“We were getting ready to hire dedicated engineers just to manage and scale Zite Database. With Neon, we didn’t need to do that – we were able to give every end user their own database (including on the free plan)”
(Dominic Whyte, Co-founder at Zite)
Zite is an AI-native app builder for the kind of internal and external tools that simplify daily tasks for business teams, from dashboards to CRMs to AI apps. It is built by the team behind Fillout, a product used by tens of thousands of teams every week to collect and work with data.
The core principle behind Zite is to help teams turn ideas into truly operational software. Apps come with a built-in backend database, workflows for business logic, and user management with permissions handled out of the box; non-technical subject-matter experts can describe what they want to build, and the platform takes care of the infrastructure needed to run it reliably.
They also have a handy marketplace with templates you can explore for inspiration.

Operational business apps need a real Postgres database
Even before Zite launched, the original Fillout team was already aware of the need for adding a database as a first-class product in the stack. Fillout users were already collecting structured information every day, e.g. responses flowing into tables, powering workflows, and feeding downstream tools; and as teams started building more complex applications, the limits of relying on a hidden storage layer became obvious.
With the launch of Zite, those needs became even more pronounced. Zite users weren’t just collecting data: they were now building full business applications, and those apps needed a database underneath it.
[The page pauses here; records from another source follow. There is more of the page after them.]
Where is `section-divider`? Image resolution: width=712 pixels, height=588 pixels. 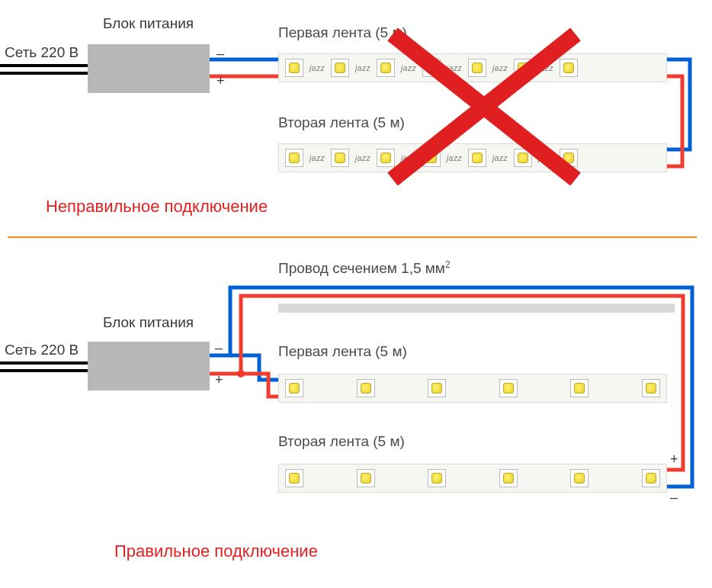 section-divider is located at coordinates (352, 237).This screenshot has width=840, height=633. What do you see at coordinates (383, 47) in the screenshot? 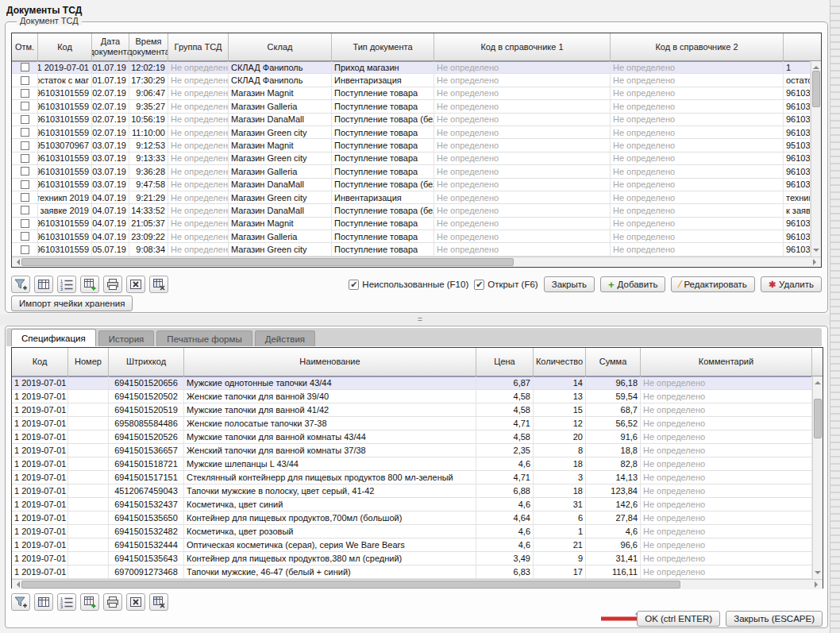
I see `col-header-doctype: Тип документа` at bounding box center [383, 47].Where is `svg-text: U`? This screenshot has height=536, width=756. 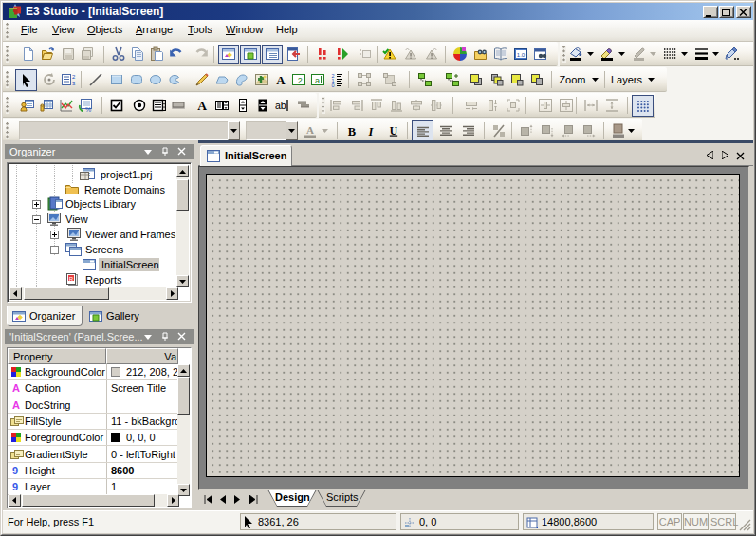
svg-text: U is located at coordinates (395, 131).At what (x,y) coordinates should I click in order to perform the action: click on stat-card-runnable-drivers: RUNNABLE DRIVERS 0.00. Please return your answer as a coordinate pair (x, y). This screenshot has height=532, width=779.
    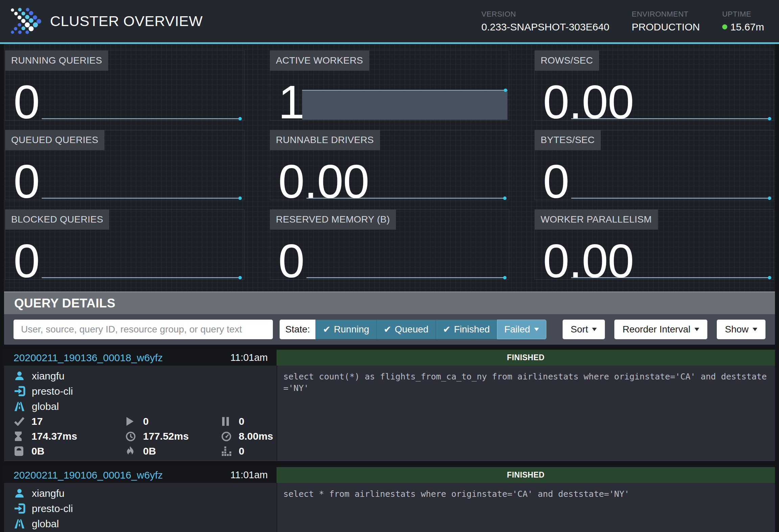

So the team decided it was time to make the database itself a first-class part of the product. They built Zite Database, a managed database tightly integrated within Zite’s forms and app builder. Users could now create tables, work with millions of rows, and use the database as the foundation for dashboards and custom applications – all without having to set any infrastructure up themselves or worry about scaling.
A shared storage layer breaks at scale
“We first considered running Zite Database on a large, shared Postgres database in RDS, but it quickly became clear that this wasn’t an ideal long-term solution”
(Dominic Whyte, Co-founder at Zite)
The initial architecture for Zite Database initially involved a single large Postgres database hosted on AWS RDS, with customer data logically sharded across organizations. But the limits of a shared database became increasingly apparent, especially as adoption took off:
- Noisy neighbors became inevitable. Some Zite customers were building lightweight apps, while others were sending thousands of requests per second.
- Performance was hard to optimize. A single database had to serve wildly different usage patterns, making performance tuning difficult.
- Isolation was complex. While data was separated logically, performance and reliability guarantees were still shared.
- Scaling = operational work. Growing usage required constant monitoring, tuning, and capacity planning.
Rethinking the architecture: deploying databases-per-customer via Neon
The team began to rethink the architecture from first principles. Instead of asking how to safely pack more customers into the same database, they flipped the question: what if every customer had their own isolated database?
On paper, that sounds expensive and operationally heavy – but this is where Neon enters the picture.
Neon is a serverless Postgres database with a unique shape that makes it particularly well suited for powering in-app and embedded database products, like Zite Database. Rather than treating databases as heavy, monolithic infrastructure, Neon makes them lightweight and programmable, allowing APIs to spin them up and manage them automatically.
- Instant provisioning. Neon databases can be created in seconds, making it possible to give every organization a dedicated Postgres database the moment they create their first one.
- API-first. Platforms like Zite can treat the database as part of the product flow rather than a manually operated service.
- Usage-based pricing. Costs scale with real usage instead of pre-allocated capacity, making it economically viable to deploy many isolated databases.
- Scale-to-zero Databases that aren’t actively used don’t consume compute, which is critical when running a large fleet with a free plan.
Neon’s model allowed Zite to fully embrace a per-customer database architecture without introducing additional operational burden – in fact, it reduced it. They simply integrated Neon into their platform: Zite uses Neon’s TypeScript API client to provision and manage databases directly from their application code. They didn’t have to build custom abstractions or infrastructure tooling.
“Because Neon is usage-based and can scale down databases when they aren’t being used, we’re able to deploy thousands of new databases per day without costs getting out of hand”
(Dominic Whyte, Co-founder at Zite)
Building products on databases, not around them
By rethinking its database architecture, Zite turned what could have been an operational bottleneck into a core product advantage. Deploying and managing Zite Databases stopped being something the team had to worry about and they could fully focus on providing a great end-user experience.
Get a first-hand taste of how it looks by creating a free Zite account and building your first apps running on Zite Database.